Foster Gallery exhibit showcases intersection of fact and fiction

Fauxtography.jpg

by Alison Wagener

Every picture tells a story. But what happens when that story strays from the truth – perhaps so far that it becomes a truth of its own?

That’s what UW-Eau Claire archivist Greg Kocken, associate professor of English B.J. Hollars, and associate professor of photography Jyl Kelley set out to discover. And at their UWEC Foster Gallery exhibition, “Fauxtography: Real Photos, Fake Stories, and the Intersection of Fact and Fiction,” you can too.

The exhibition consists of 16 photographs from Daniel Nelson and Charles Van Schaick, both turn of the 20th century western Wisconsin photographers. Displayed under each photograph is a story, written by Hollars, that features the picture’s subject. To make the experience even more immersive, the team recruited several community members to read the stories aloud. 

But while writing these stories came naturally to Hollars, pairing fictional, inaccurate information with historical photos was a departure from Kocken’s everyday work.

“That’s the difficult thing to wrap my mind around, still. Partly because my training is as a historian, and this goes absolutely against everything that a historian would do,” Kocken joked. “I think we’re really trying to challenge the viewer to question what they see.”

In 2011, Kocken assisted a historian who was working on a small family project. The historian was intrigued by a set of glass plate negatives taken by his grandfather, Daniel Nelson, an amateur Eau Claire photographer. Over 400 in total, these negatives presented a considerable opportunity for the McIntyre Library Special Collections and Archives to partner in preserving and providing access to a piece of Eau Claire history.

“All of those images focus on Eau Claire, and more importantly, place [the researcher’s] family in the context of Eau Claire at a very important time in our community’s history, a time when Eau Claire was transitioning from a lumber town into this kind of post-lumber, emerging industrial town,” Kocken said. “It’s a very fascinating collection.”

Kocken added that while Nelson’s photography is obviously amateur, he was struck by the candid nature in which he captured his subjects while simultaneously placing them within a meaningful scene. Kocken later had the idea to display the Nelson images in the Foster Gallery, and he knew he wanted to pair them with Van Schaick’s. 

Van Schaick began as a studio photographer in Black River Falls in 1885 and served as the town’s main photographer for over 50 years. His professional photographs present a contrast to Nelson’s amateur work, featuring posed subjects, painted backdrops, and often blank expressions. His collection of over 6,000 images was made available by the Wisconsin Historical Society and have been featured in Wisconsin Death Trip and Hollars’ own Dispatches from the Drownings.

Together, Kocken, Hollars, and Kelley narrowed down the thousands of images to just 16, a process Greg understated as being “not easy.” The challenge, Greg said, was to find images that not only had a fine aesthetic quality, but that also told a story.

Hollars then took inspiration from those stories to write his own.

"It was so fun to develop the stories inspired by these photographs. In some ways, it felt like I was collaborating with Van Schaick and Nelson. And it sort of felt like I was collaborating with the subjects, too—all of whom are long dead, of course, but through the power of fiction, we were able to dream a few more stories."

Kocken said that by pairing fictional stories with these very real photographs, they hope to challenge the audience’s narrative of what happens when you look at a picture. 

“The photographs are perfectly real – they capture perfectly real moments in time. But often when we see a photograph, when we don’t know the subject or the scene, our mind starts trying to piece that puzzle together,” Kocken said. “In this way, we’ve taken that concept and kind of flipped it on its head, because we’ve absolutely built those puzzle pieces for you in your mind. But they’re not accurate at all.”

When I went to chat with him, Kocken showed me a sneak peek of the exhibition, and I can say that “Fauxtography” certainly subverts its audience’s expectations. The true lives of the people in each historical picture are essentially unknowable, so the fictional stories Hollars has created become, in a way, more true for the audience than their real-life situations. It’s a very personal experience—but still completely fabricated.

So basically, it’s just your everyday art exhibition, except it makes you question everything you know about art, photography, stories, and perhaps even truth itself.

“Fauxtography: Real Photos, Fake Stories, and the Intersection of Fact and Fiction” will be displayed Nov. 4-23 in the Haas Fine Arts Center’s Foster Gallery at UW-Eau Claire. Entrance to the Foster Gallery is free. Those interested in listening to the stories are encouraged to bring their smartphones and a pair of headphones.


» **Activity**: Each line below with the string "radiating" should be copied.

Stored records
:::

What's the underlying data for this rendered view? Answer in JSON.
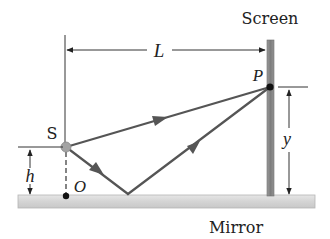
{
  "figure": {
    "labels": {
      "screen": "Screen",
      "mirror": "Mirror",
      "source": "S",
      "point_p": "P",
      "origin": "O",
      "distance_L": "L",
      "height_h": "h",
      "height_y": "y"
    },
    "colors": {
      "ray": "#555555",
      "screen_bar": "#8a8a8a",
      "mirror_bar": "#d8d8d8",
      "source_dot": "#a0a0a0",
      "point_dot": "#111111",
      "line": "#333333"
    },
    "elements": {
      "source": {
        "x": 66,
        "y": 147
      },
      "point_p": {
        "x": 270,
        "y": 87
      },
      "origin": {
        "x": 66,
        "y": 196
      },
      "reflection_point": {
        "x": 128,
        "y": 194
      },
      "screen_bar": {
        "x": 267,
        "y": 40,
        "width": 7,
        "height": 156
      },
      "mirror_bar": {
        "x": 18,
        "y": 195,
        "width": 297,
        "height": 13
      }
    }
  }
}
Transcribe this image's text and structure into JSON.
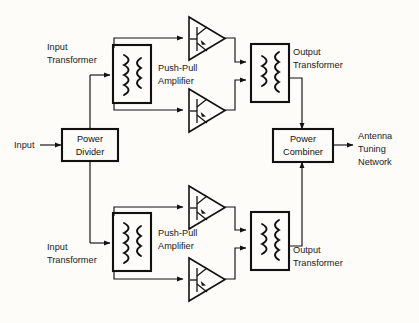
{
  "diagram": {
    "background_color": "#fdfcf8",
    "line_color": "#111111",
    "labels": {
      "input": "Input",
      "power_divider_line1": "Power",
      "power_divider_line2": "Divider",
      "input_transformer_top_line1": "Input",
      "input_transformer_top_line2": "Transformer",
      "input_transformer_bottom_line1": "Input",
      "input_transformer_bottom_line2": "Transformer",
      "push_pull_top_line1": "Push-Pull",
      "push_pull_top_line2": "Amplifier",
      "push_pull_bottom_line1": "Push-Pull",
      "push_pull_bottom_line2": "Amplifier",
      "output_transformer_top_line1": "Output",
      "output_transformer_top_line2": "Transformer",
      "output_transformer_bottom_line1": "Output",
      "output_transformer_bottom_line2": "Transformer",
      "power_combiner_line1": "Power",
      "power_combiner_line2": "Combiner",
      "antenna_line1": "Antenna",
      "antenna_line2": "Tuning",
      "antenna_line3": "Network"
    },
    "blocks": [
      {
        "name": "power-divider",
        "type": "rect",
        "label": "Power Divider"
      },
      {
        "name": "input-transformer-top",
        "type": "transformer",
        "label": "Input Transformer"
      },
      {
        "name": "input-transformer-bottom",
        "type": "transformer",
        "label": "Input Transformer"
      },
      {
        "name": "amplifier-top-upper",
        "type": "triangle",
        "label": "Push-Pull Amplifier"
      },
      {
        "name": "amplifier-top-lower",
        "type": "triangle",
        "label": "Push-Pull Amplifier"
      },
      {
        "name": "amplifier-bottom-upper",
        "type": "triangle",
        "label": "Push-Pull Amplifier"
      },
      {
        "name": "amplifier-bottom-lower",
        "type": "triangle",
        "label": "Push-Pull Amplifier"
      },
      {
        "name": "output-transformer-top",
        "type": "transformer",
        "label": "Output Transformer"
      },
      {
        "name": "output-transformer-bottom",
        "type": "transformer",
        "label": "Output Transformer"
      },
      {
        "name": "power-combiner",
        "type": "rect",
        "label": "Power Combiner"
      }
    ],
    "signal_flow": [
      "Input → Power Divider",
      "Power Divider → Input Transformer (top)",
      "Power Divider → Input Transformer (bottom)",
      "Input Transformer → Push-Pull Amplifier (2 devices)",
      "Push-Pull Amplifier → Output Transformer",
      "Output Transformer (top) → Power Combiner",
      "Output Transformer (bottom) → Power Combiner",
      "Power Combiner → Antenna Tuning Network"
    ]
  }
}
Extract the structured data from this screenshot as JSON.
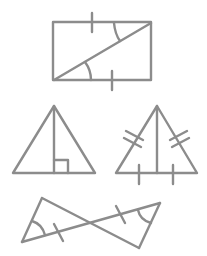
{
  "diagram": {
    "stroke_color": "#8c8c8c",
    "background": "#ffffff",
    "figures": [
      {
        "name": "rectangle-with-diagonal",
        "description": "Rectangle split by a diagonal into two triangles; opposite sides marked equal with single ticks; alternate interior angles marked with arcs",
        "vertices": [
          [
            53,
            22
          ],
          [
            151,
            22
          ],
          [
            151,
            80
          ],
          [
            53,
            80
          ]
        ],
        "diagonal": [
          [
            53,
            80
          ],
          [
            151,
            22
          ]
        ]
      },
      {
        "name": "isosceles-triangle-altitude",
        "description": "Triangle with altitude from apex and right-angle marker at base",
        "vertices": [
          [
            54,
            106
          ],
          [
            13,
            173
          ],
          [
            95,
            173
          ]
        ],
        "altitude": [
          [
            54,
            106
          ],
          [
            54,
            173
          ]
        ]
      },
      {
        "name": "triangle-median-marked",
        "description": "Triangle with segment from apex to base midpoint; sides marked with double ticks, base halves with single ticks",
        "vertices": [
          [
            157,
            106
          ],
          [
            116,
            173
          ],
          [
            197,
            173
          ]
        ],
        "median": [
          [
            157,
            106
          ],
          [
            157,
            173
          ]
        ]
      },
      {
        "name": "bowtie-triangles",
        "description": "Two triangles meeting at a vertical-angle intersection; matching single ticks and angle arcs",
        "vertices": [
          [
            42,
            198
          ],
          [
            22,
            242
          ],
          [
            160,
            203
          ],
          [
            139,
            248
          ]
        ]
      }
    ]
  }
}
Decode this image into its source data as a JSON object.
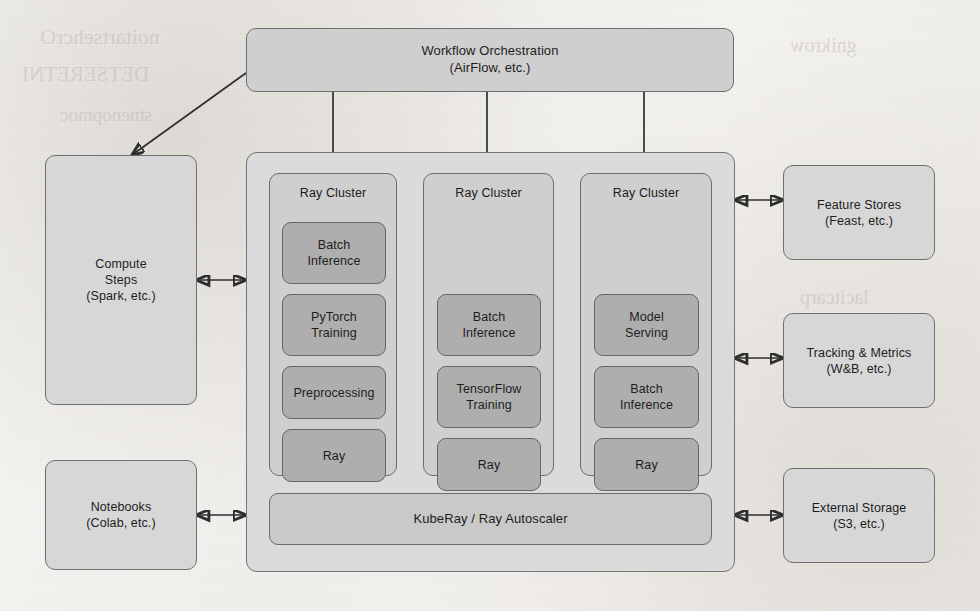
{
  "diagram": {
    "colors": {
      "page_background": "#f4f3f1",
      "frame_fill": "#dbdbdb",
      "cluster_fill": "#cfcfcf",
      "chip_fill": "#aeaeae",
      "external_fill": "#d7d7d7",
      "bar_fill": "#c9c9c9",
      "stroke": "#6f6f6f",
      "arrow": "#2e2e2e",
      "text": "#1d1d1d"
    },
    "orchestration": {
      "line1": "Workflow Orchestration",
      "line2": "(AirFlow, etc.)"
    },
    "left_boxes": [
      {
        "line1": "Compute",
        "line2": "Steps",
        "line3": "(Spark, etc.)"
      },
      {
        "line1": "Notebooks",
        "line2": "(Colab, etc.)"
      }
    ],
    "right_boxes": [
      {
        "line1": "Feature Stores",
        "line2": "(Feast, etc.)"
      },
      {
        "line1": "Tracking & Metrics",
        "line2": "(W&B, etc.)"
      },
      {
        "line1": "External Storage",
        "line2": "(S3, etc.)"
      }
    ],
    "clusters": [
      {
        "title": "Ray Cluster",
        "chips": [
          {
            "line1": "Batch",
            "line2": "Inference"
          },
          {
            "line1": "PyTorch",
            "line2": "Training"
          },
          {
            "line1": "Preprocessing",
            "line2": ""
          },
          {
            "line1": "Ray",
            "line2": ""
          }
        ]
      },
      {
        "title": "Ray Cluster",
        "chips": [
          {
            "line1": "Batch",
            "line2": "Inference"
          },
          {
            "line1": "TensorFlow",
            "line2": "Training"
          },
          {
            "line1": "Ray",
            "line2": ""
          }
        ]
      },
      {
        "title": "Ray Cluster",
        "chips": [
          {
            "line1": "Model",
            "line2": "Serving"
          },
          {
            "line1": "Batch",
            "line2": "Inference"
          },
          {
            "line1": "Ray",
            "line2": ""
          }
        ]
      }
    ],
    "autoscaler_bar": {
      "label": "KubeRay / Ray Autoscaler"
    },
    "bleed_through": [
      "noitartsehcrO",
      "DETSERETNI",
      "stnenopmoc",
      "gnikrow",
      "lacitcarp"
    ]
  }
}
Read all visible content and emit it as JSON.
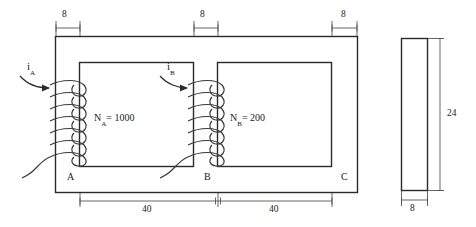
{
  "figure": {
    "type": "transformer-core-diagram",
    "stroke_color": "#2b2b2b",
    "background": "#ffffff"
  },
  "dimensions": {
    "top": [
      {
        "label": "8",
        "name": "left-limb-width"
      },
      {
        "label": "8",
        "name": "center-limb-width"
      },
      {
        "label": "8",
        "name": "right-limb-width"
      }
    ],
    "bottom": [
      {
        "label": "40",
        "name": "left-window-width"
      },
      {
        "label": "40",
        "name": "right-window-width"
      }
    ],
    "side": {
      "height": "24",
      "width": "8"
    }
  },
  "nodes": {
    "a": "A",
    "b": "B",
    "c": "C"
  },
  "currents": {
    "a": {
      "symbol": "i",
      "subscript": "A"
    },
    "b": {
      "symbol": "i",
      "subscript": "B"
    }
  },
  "windings": {
    "a": {
      "symbol": "N",
      "subscript": "A",
      "equals": "= 1000",
      "turns_drawn": 7
    },
    "b": {
      "symbol": "N",
      "subscript": "B",
      "equals": "= 200",
      "turns_drawn": 7
    }
  }
}
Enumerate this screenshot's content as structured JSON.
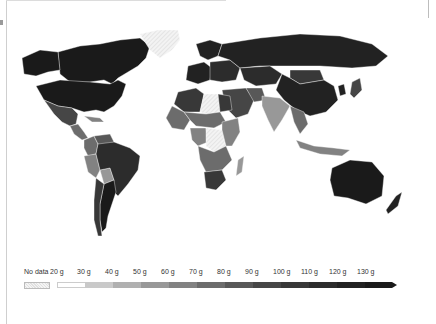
{
  "map": {
    "title": "",
    "style": "grayscale-choropleth",
    "regions": [
      {
        "name": "Canada",
        "bin": 12
      },
      {
        "name": "United States",
        "bin": 12
      },
      {
        "name": "Alaska",
        "bin": 12
      },
      {
        "name": "Greenland",
        "bin": "no-data"
      },
      {
        "name": "Mexico",
        "bin": 8
      },
      {
        "name": "Central America",
        "bin": 6
      },
      {
        "name": "Caribbean",
        "bin": 5
      },
      {
        "name": "Colombia",
        "bin": 6
      },
      {
        "name": "Venezuela",
        "bin": 7
      },
      {
        "name": "Peru",
        "bin": 5
      },
      {
        "name": "Bolivia",
        "bin": 4
      },
      {
        "name": "Brazil",
        "bin": 10
      },
      {
        "name": "Argentina",
        "bin": 12
      },
      {
        "name": "Chile",
        "bin": 9
      },
      {
        "name": "Western Europe",
        "bin": 11
      },
      {
        "name": "Scandinavia",
        "bin": 11
      },
      {
        "name": "Eastern Europe",
        "bin": 10
      },
      {
        "name": "Russia",
        "bin": 11
      },
      {
        "name": "Kazakhstan",
        "bin": 10
      },
      {
        "name": "Mongolia",
        "bin": 9
      },
      {
        "name": "China",
        "bin": 11
      },
      {
        "name": "Japan",
        "bin": 8
      },
      {
        "name": "Korea",
        "bin": 11
      },
      {
        "name": "Middle East",
        "bin": 8
      },
      {
        "name": "Iran",
        "bin": 7
      },
      {
        "name": "India",
        "bin": 4
      },
      {
        "name": "Southeast Asia",
        "bin": 6
      },
      {
        "name": "Indonesia",
        "bin": 5
      },
      {
        "name": "Australia",
        "bin": 12
      },
      {
        "name": "New Zealand",
        "bin": 11
      },
      {
        "name": "Algeria",
        "bin": 9
      },
      {
        "name": "Libya",
        "bin": "no-data"
      },
      {
        "name": "Egypt",
        "bin": 9
      },
      {
        "name": "West Africa",
        "bin": 6
      },
      {
        "name": "Sahel",
        "bin": 6
      },
      {
        "name": "Central Africa",
        "bin": 5
      },
      {
        "name": "DR Congo",
        "bin": "no-data"
      },
      {
        "name": "East Africa",
        "bin": 5
      },
      {
        "name": "Southern Africa",
        "bin": 6
      },
      {
        "name": "South Africa",
        "bin": 9
      },
      {
        "name": "Madagascar",
        "bin": 4
      }
    ]
  },
  "legend": {
    "no_data_label": "No data",
    "bins": [
      "20 g",
      "30 g",
      "40 g",
      "50 g",
      "60 g",
      "70 g",
      "80 g",
      "90 g",
      "100 g",
      "110 g",
      "120 g",
      "130 g"
    ],
    "colors": [
      "#ffffff",
      "#e3e3e3",
      "#c9c9c9",
      "#b0b0b0",
      "#989898",
      "#828282",
      "#6c6c6c",
      "#585858",
      "#464646",
      "#383838",
      "#2c2c2c",
      "#222222",
      "#1a1a1a"
    ],
    "no_data_color": "#efefef"
  }
}
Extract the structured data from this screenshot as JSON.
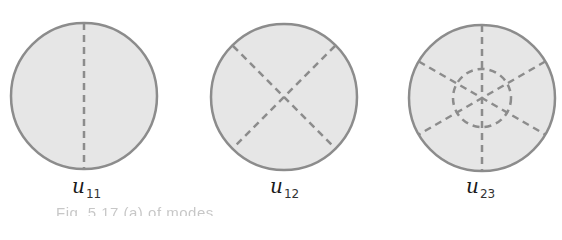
{
  "figure": {
    "colors": {
      "fill": "#e6e6e6",
      "stroke": "#8c8c8c",
      "dash": "#8c8c8c"
    },
    "modes": [
      {
        "id": "u11",
        "symbol": "u",
        "subscript": "11",
        "nodal_diameters": 1,
        "nodal_circles": 0
      },
      {
        "id": "u12",
        "symbol": "u",
        "subscript": "12",
        "nodal_diameters": 2,
        "nodal_circles": 0
      },
      {
        "id": "u23",
        "symbol": "u",
        "subscript": "23",
        "nodal_diameters": 3,
        "nodal_circles": 1
      }
    ],
    "caption": "Fig. 5.17   (a)   of   modes"
  }
}
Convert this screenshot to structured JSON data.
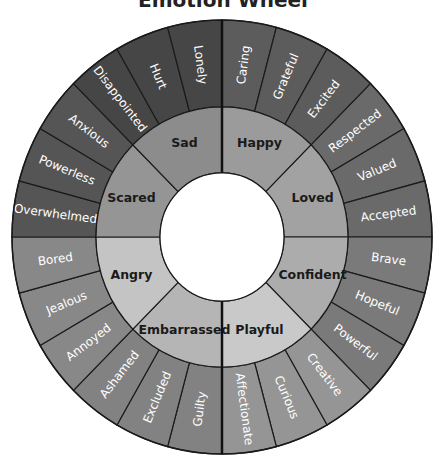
{
  "title": "Emotion Wheel",
  "geometry": {
    "cx": 222,
    "cy": 237,
    "rx_outer": 210,
    "ry_outer": 217,
    "r_middle": 126,
    "r_inner": 62
  },
  "core_emotions": [
    {
      "label": "Happy",
      "inner_color": "#9b9b9b",
      "outer_color": "#5c5c5c",
      "words": [
        "Caring",
        "Grateful",
        "Excited"
      ]
    },
    {
      "label": "Loved",
      "inner_color": "#a2a2a2",
      "outer_color": "#6a6a6a",
      "words": [
        "Respected",
        "Valued",
        "Accepted"
      ]
    },
    {
      "label": "Confident",
      "inner_color": "#acacac",
      "outer_color": "#7a7a7a",
      "words": [
        "Brave",
        "Hopeful",
        "Powerful"
      ]
    },
    {
      "label": "Playful",
      "inner_color": "#c9c9c9",
      "outer_color": "#959595",
      "words": [
        "Creative",
        "Curious",
        "Affectionate"
      ]
    },
    {
      "label": "Embarrassed",
      "inner_color": "#b5b5b5",
      "outer_color": "#828282",
      "words": [
        "Guilty",
        "Excluded",
        "Ashamed"
      ]
    },
    {
      "label": "Angry",
      "inner_color": "#c4c4c4",
      "outer_color": "#888888",
      "words": [
        "Annoyed",
        "Jealous",
        "Bored"
      ]
    },
    {
      "label": "Scared",
      "inner_color": "#959595",
      "outer_color": "#555555",
      "words": [
        "Overwhelmed",
        "Powerless",
        "Anxious"
      ]
    },
    {
      "label": "Sad",
      "inner_color": "#8c8c8c",
      "outer_color": "#464646",
      "words": [
        "Disappointed",
        "Hurt",
        "Lonely"
      ]
    }
  ]
}
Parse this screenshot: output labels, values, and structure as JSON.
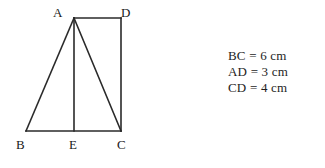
{
  "figure": {
    "name": "triangle-with-rectangle-geometry-figure",
    "stroke_color": "#2a2a2a",
    "background_color": "#ffffff",
    "stroke_width": 1.6,
    "vertices": [
      {
        "id": "A",
        "label": "A",
        "x": 74,
        "y": 18
      },
      {
        "id": "D",
        "label": "D",
        "x": 121,
        "y": 18
      },
      {
        "id": "B",
        "label": "B",
        "x": 26,
        "y": 131
      },
      {
        "id": "E",
        "label": "E",
        "x": 74,
        "y": 131
      },
      {
        "id": "C",
        "label": "C",
        "x": 121,
        "y": 131
      }
    ],
    "segments": [
      {
        "name": "segment-AB",
        "from": "A",
        "to": "B"
      },
      {
        "name": "segment-BC",
        "from": "B",
        "to": "C"
      },
      {
        "name": "segment-AE",
        "from": "A",
        "to": "E"
      },
      {
        "name": "segment-AC",
        "from": "A",
        "to": "C"
      },
      {
        "name": "segment-AD",
        "from": "A",
        "to": "D"
      },
      {
        "name": "segment-DC",
        "from": "D",
        "to": "C"
      }
    ]
  },
  "measurements": {
    "lines": [
      {
        "label": "BC = 6 cm",
        "segment": "BC",
        "value": 6,
        "unit": "cm"
      },
      {
        "label": "AD = 3 cm",
        "segment": "AD",
        "value": 3,
        "unit": "cm"
      },
      {
        "label": "CD = 4 cm",
        "segment": "CD",
        "value": 4,
        "unit": "cm"
      }
    ]
  }
}
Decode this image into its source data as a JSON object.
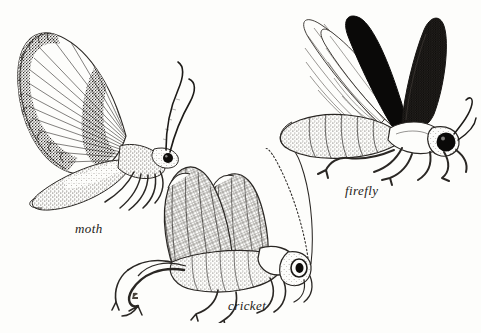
{
  "plate": {
    "title": "insect plate",
    "style": "pen-and-ink stipple engraving",
    "background_color": "#fdfdfb",
    "ink_color": "#1d1b18",
    "width": 481,
    "height": 333
  },
  "figures": [
    {
      "id": "moth",
      "label": "moth",
      "position": "upper-left",
      "description": "moth in side view with large banded forewing raised, dark stippled bands alternating with pale radiating veins, stippled hindwing and abdomen below, two long curved antennae and a solid black eye",
      "features": [
        "banded forewing",
        "radiating veins",
        "stippled hindwing",
        "curved antennae",
        "black eye",
        "legs"
      ],
      "label_position": {
        "x": 75,
        "y": 221
      }
    },
    {
      "id": "cricket",
      "label": "cricket",
      "position": "bottom-center",
      "description": "cricket in side view with raised cross-hatched wings, segmented stippled body, long jointed hind legs and two very long fine antennae sweeping up and to the right, ringed eye",
      "features": [
        "raised venated wings",
        "cross-hatch venation",
        "long hind legs",
        "long antennae",
        "ringed eye",
        "pronotum"
      ],
      "label_position": {
        "x": 228,
        "y": 298
      }
    },
    {
      "id": "firefly",
      "label": "firefly",
      "position": "upper-right",
      "description": "firefly in side view with two dark elytra raised in a V, the left one solid black and the right one stippled dark grey, pale translucent hindwings fanned behind, segmented stippled abdomen, six legs and a large black eye",
      "features": [
        "V-shaped elytra",
        "solid black elytron",
        "stippled elytron",
        "translucent hindwings",
        "segmented abdomen",
        "black eye",
        "antennae",
        "legs"
      ],
      "label_position": {
        "x": 345,
        "y": 183
      }
    }
  ],
  "marks": [
    {
      "id": "artist-mark",
      "description": "small ink monogram mark below cricket hind leg",
      "x": 133,
      "y": 296
    }
  ]
}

:::

» **Answer for this exercise**:
      "description": "moth in side view with large banded forewing raised, dark stippled bands alternating with pale radiating veins, stippled hindwing and abdomen below, two long curved antennae and a solid black eye",
        "radiating veins",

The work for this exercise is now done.